Sponseller Family Genealogy Collection

Our Name

How was the name originally spelled?

Spannsailer, Spanseiler, Sponseiler, Sponselier, Sponcelar . . . ?

Some believe Sponseller is be the Americanized form of the German Spannseiler, an occupational name for a rope maker or a farmer who was hired out as a carter or teamster (of horses).

Venessa Stern's research shows:

Hans Philip SPANNSEILER was born about 1676, in Kirnbach, Baden?, died 19 Apr 1752, in Lancaster, Pennsylvania, buried 20 Apr 1752, in Old Trinity Lutheran Church, Lancaster, PA.  He married Anna Barbara MAST 18 Aug 1711, in Kirchardt Reformed.

Cooper at Kirnbach near Sinsheim (southeast of Heidelberg); immigrated 1732 to near Lancaster, Pennsylvania.

Hans and Anna Barbara came to America September 25, 1732, aboard the ship Loyal Judith, from Rotterdam through the port of Philadelphia. Fever and flu plagued them during their trip and only 105 landed. Bad conditions of water taken in casks containing white wine caused illness and death. The greater part of their goods was lost. They resided in Lancaster, Pennsylvania and attended TrinityLutheran Church.

Information from the Palatines to America Immigrant File says they were French Huguenots from Lorraine - an old province in the N.E. of France that, since the Treaty of Peace at Frankfurt in 1871, again became attached to Germany. In ancient times, this name applied to the countries of Germany and the Netherlands, N.W. of the Rhine.

Their children settled around Southeast and South Central Pennsylvania and Maryland and the children's

offspring migrated to Ohio (around 1800), Indiana, Michigan and other points west. Some of the information came from "The Trail of Huguenots", p. 277 and from "The History of the Pennsylvania German Pioneers" by Strassburger and Hinke, vol. 1, p. 88. also p. 594-vol. 1 more information.

This is written in the records of Trinity Lutheran Church, Lancaster, Pennsylvania: "Philipp Spanseiler died April 19, 1752, after living in matrimony with his wife Barbara 41 years and producing with her 6 children, of whom 3 are living and 3 are dead. Buried the 20th, aged 76 years."

Paul Sponseller, Fredericksburg, Virginia, provided this information:

". . . back in the 90’s, I communicated with a man, I can’'t remember his name, that said he translated the microfilms of the LDS documents from German into English, including Hans Philip’s wedding, and he said the spelling was Sponseiler on that document with an umlat over the ‘o’. The marriage and births of at least three of his children were recorded in churches, some in different towns, all within 30 miles of Stuttgart, Germany. That convinced me that the most nearly correct spelling is Spönseiler."

I have the baptismal records of my Sponseller Family from the Good Hope Luthern Church, North Lima, OH. The spelling there, also translated from the German records, is Spönseiler.

What's your opinion?

Origin

Are we German, or French, or . . . Austrian?

Growing up I was always told that my Sponseller roots originated in Germany. Dad said his grandparents talked Dutch-German. We knew that the family had been in the Alsace Lorraine Province on the Germany-France border.

A while back Paul Sponseller emailed me that he has come to believe the family roots were Austrian, not German. The area Hans Philip emigrated from was under control of the Austrian Empire after their defeat of the French in 1525 and remained so until reclaimed by Napoleon almost 300 years later.

Paul's research into modern phone records shows there are few Spönseiler's in Germany (3), but many in Austria. I found an Austrian Phone Directory online and a search for Sponseiler finds 66 current listings.

One of my company's suppliers is a German chemical firm. Their salesman I work with lives in Austria. Last week he told me his neighbor's last name is Spönseiler (he pronounces it Spoon-zeiler).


Retype every record that appears below, unchanged.

● ● ●

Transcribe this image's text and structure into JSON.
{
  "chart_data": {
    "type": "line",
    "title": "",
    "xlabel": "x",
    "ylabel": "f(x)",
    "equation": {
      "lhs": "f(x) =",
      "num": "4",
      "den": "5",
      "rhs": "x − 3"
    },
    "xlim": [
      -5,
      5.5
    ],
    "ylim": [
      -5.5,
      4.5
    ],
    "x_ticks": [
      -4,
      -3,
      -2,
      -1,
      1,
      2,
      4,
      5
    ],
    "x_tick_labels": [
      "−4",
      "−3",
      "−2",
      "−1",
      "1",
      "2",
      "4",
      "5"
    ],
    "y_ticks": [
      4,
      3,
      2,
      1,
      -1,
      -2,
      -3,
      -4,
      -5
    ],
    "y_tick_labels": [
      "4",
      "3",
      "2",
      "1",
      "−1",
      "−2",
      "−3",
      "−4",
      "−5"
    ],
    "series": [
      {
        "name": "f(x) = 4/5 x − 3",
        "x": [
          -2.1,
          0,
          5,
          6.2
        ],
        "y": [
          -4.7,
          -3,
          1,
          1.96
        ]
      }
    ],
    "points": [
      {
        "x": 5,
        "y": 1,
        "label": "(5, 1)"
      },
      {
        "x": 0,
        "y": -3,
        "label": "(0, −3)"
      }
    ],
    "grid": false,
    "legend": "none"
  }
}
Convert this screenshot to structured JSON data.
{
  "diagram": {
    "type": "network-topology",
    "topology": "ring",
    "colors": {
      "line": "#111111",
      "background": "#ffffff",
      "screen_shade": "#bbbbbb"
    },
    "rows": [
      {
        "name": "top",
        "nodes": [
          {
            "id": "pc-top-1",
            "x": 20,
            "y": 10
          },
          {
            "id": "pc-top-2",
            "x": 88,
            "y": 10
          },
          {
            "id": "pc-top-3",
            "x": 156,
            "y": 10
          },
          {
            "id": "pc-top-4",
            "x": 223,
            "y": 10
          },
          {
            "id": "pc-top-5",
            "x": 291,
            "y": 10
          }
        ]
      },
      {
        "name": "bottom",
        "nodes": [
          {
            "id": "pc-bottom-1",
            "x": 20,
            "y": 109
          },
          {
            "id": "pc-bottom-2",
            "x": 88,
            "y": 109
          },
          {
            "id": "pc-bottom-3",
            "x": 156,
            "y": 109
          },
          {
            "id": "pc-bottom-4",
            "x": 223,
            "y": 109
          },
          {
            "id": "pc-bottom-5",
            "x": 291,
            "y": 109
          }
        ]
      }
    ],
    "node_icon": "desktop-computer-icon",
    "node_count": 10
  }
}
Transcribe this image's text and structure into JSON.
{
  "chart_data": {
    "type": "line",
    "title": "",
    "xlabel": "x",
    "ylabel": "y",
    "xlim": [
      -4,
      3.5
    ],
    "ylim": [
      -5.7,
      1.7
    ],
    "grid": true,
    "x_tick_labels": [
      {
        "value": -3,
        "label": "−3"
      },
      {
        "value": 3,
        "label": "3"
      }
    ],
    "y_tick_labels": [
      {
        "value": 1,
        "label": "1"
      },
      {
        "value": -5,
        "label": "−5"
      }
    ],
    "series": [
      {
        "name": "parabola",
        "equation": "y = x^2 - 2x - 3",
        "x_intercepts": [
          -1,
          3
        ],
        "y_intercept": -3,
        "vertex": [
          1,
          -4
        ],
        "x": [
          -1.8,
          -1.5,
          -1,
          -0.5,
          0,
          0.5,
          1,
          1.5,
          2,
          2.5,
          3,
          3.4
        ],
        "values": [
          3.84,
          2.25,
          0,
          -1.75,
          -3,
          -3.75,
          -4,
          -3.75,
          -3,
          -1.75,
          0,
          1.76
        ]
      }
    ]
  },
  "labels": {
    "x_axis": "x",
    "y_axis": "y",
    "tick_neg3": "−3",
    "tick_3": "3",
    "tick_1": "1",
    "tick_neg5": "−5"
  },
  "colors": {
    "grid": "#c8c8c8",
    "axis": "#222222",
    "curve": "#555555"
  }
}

● ● ●

Answer section ▸
Transcribe this image's text and structure into JSON.
{
  "chart_data": {
    "type": "line",
    "title": "",
    "xlabel": "x",
    "ylabel": "f(x)",
    "equation": {
      "lhs": "f(x) =",
      "num": "4",
      "den": "5",
      "rhs": "x − 3"
    },
    "xlim": [
      -5,
      5.5
    ],
    "ylim": [
      -5.5,
      4.5
    ],
    "x_ticks": [
      -4,
      -3,
      -2,
      -1,
      1,
      2,
      4,
      5
    ],
    "x_tick_labels": [
      "−4",
      "−3",
      "−2",
      "−1",
      "1",
      "2",
      "4",
      "5"
    ],
    "y_ticks": [
      4,
      3,
      2,
      1,
      -1,
      -2,
      -3,
      -4,
      -5
    ],
    "y_tick_labels": [
      "4",
      "3",
      "2",
      "1",
      "−1",
      "−2",
      "−3",
      "−4",
      "−5"
    ],
    "series": [
      {
        "name": "f(x) = 4/5 x − 3",
        "x": [
          -2.1,
          0,
          5,
          6.2
        ],
        "y": [
          -4.7,
          -3,
          1,
          1.96
        ]
      }
    ],
    "points": [
      {
        "x": 5,
        "y": 1,
        "label": "(5, 1)"
      },
      {
        "x": 0,
        "y": -3,
        "label": "(0, −3)"
      }
    ],
    "grid": false,
    "legend": "none"
  }
}
Convert this screenshot to structured JSON data.
{
  "diagram": {
    "type": "network-topology",
    "topology": "ring",
    "colors": {
      "line": "#111111",
      "background": "#ffffff",
      "screen_shade": "#bbbbbb"
    },
    "rows": [
      {
        "name": "top",
        "nodes": [
          {
            "id": "pc-top-1",
            "x": 20,
            "y": 10
          },
          {
            "id": "pc-top-2",
            "x": 88,
            "y": 10
          },
          {
            "id": "pc-top-3",
            "x": 156,
            "y": 10
          },
          {
            "id": "pc-top-4",
            "x": 223,
            "y": 10
          },
          {
            "id": "pc-top-5",
            "x": 291,
            "y": 10
          }
        ]
      },
      {
        "name": "bottom",
        "nodes": [
          {
            "id": "pc-bottom-1",
            "x": 20,
            "y": 109
          },
          {
            "id": "pc-bottom-2",
            "x": 88,
            "y": 109
          },
          {
            "id": "pc-bottom-3",
            "x": 156,
            "y": 109
          },
          {
            "id": "pc-bottom-4",
            "x": 223,
            "y": 109
          },
          {
            "id": "pc-bottom-5",
            "x": 291,
            "y": 109
          }
        ]
      }
    ],
    "node_icon": "desktop-computer-icon",
    "node_count": 10
  }
}
Transcribe this image's text and structure into JSON.
{
  "chart_data": {
    "type": "line",
    "title": "",
    "xlabel": "x",
    "ylabel": "y",
    "xlim": [
      -4,
      3.5
    ],
    "ylim": [
      -5.7,
      1.7
    ],
    "grid": true,
    "x_tick_labels": [
      {
        "value": -3,
        "label": "−3"
      },
      {
        "value": 3,
        "label": "3"
      }
    ],
    "y_tick_labels": [
      {
        "value": 1,
        "label": "1"
      },
      {
        "value": -5,
        "label": "−5"
      }
    ],
    "series": [
      {
        "name": "parabola",
        "equation": "y = x^2 - 2x - 3",
        "x_intercepts": [
          -1,
          3
        ],
        "y_intercept": -3,
        "vertex": [
          1,
          -4
        ],
        "x": [
          -1.8,
          -1.5,
          -1,
          -0.5,
          0,
          0.5,
          1,
          1.5,
          2,
          2.5,
          3,
          3.4
        ],
        "values": [
          3.84,
          2.25,
          0,
          -1.75,
          -3,
          -3.75,
          -4,
          -3.75,
          -3,
          -1.75,
          0,
          1.76
        ]
      }
    ]
  },
  "labels": {
    "x_axis": "x",
    "y_axis": "y",
    "tick_neg3": "−3",
    "tick_3": "3",
    "tick_1": "1",
    "tick_neg5": "−5"
  },
  "colors": {
    "grid": "#c8c8c8",
    "axis": "#222222",
    "curve": "#555555"
  }
}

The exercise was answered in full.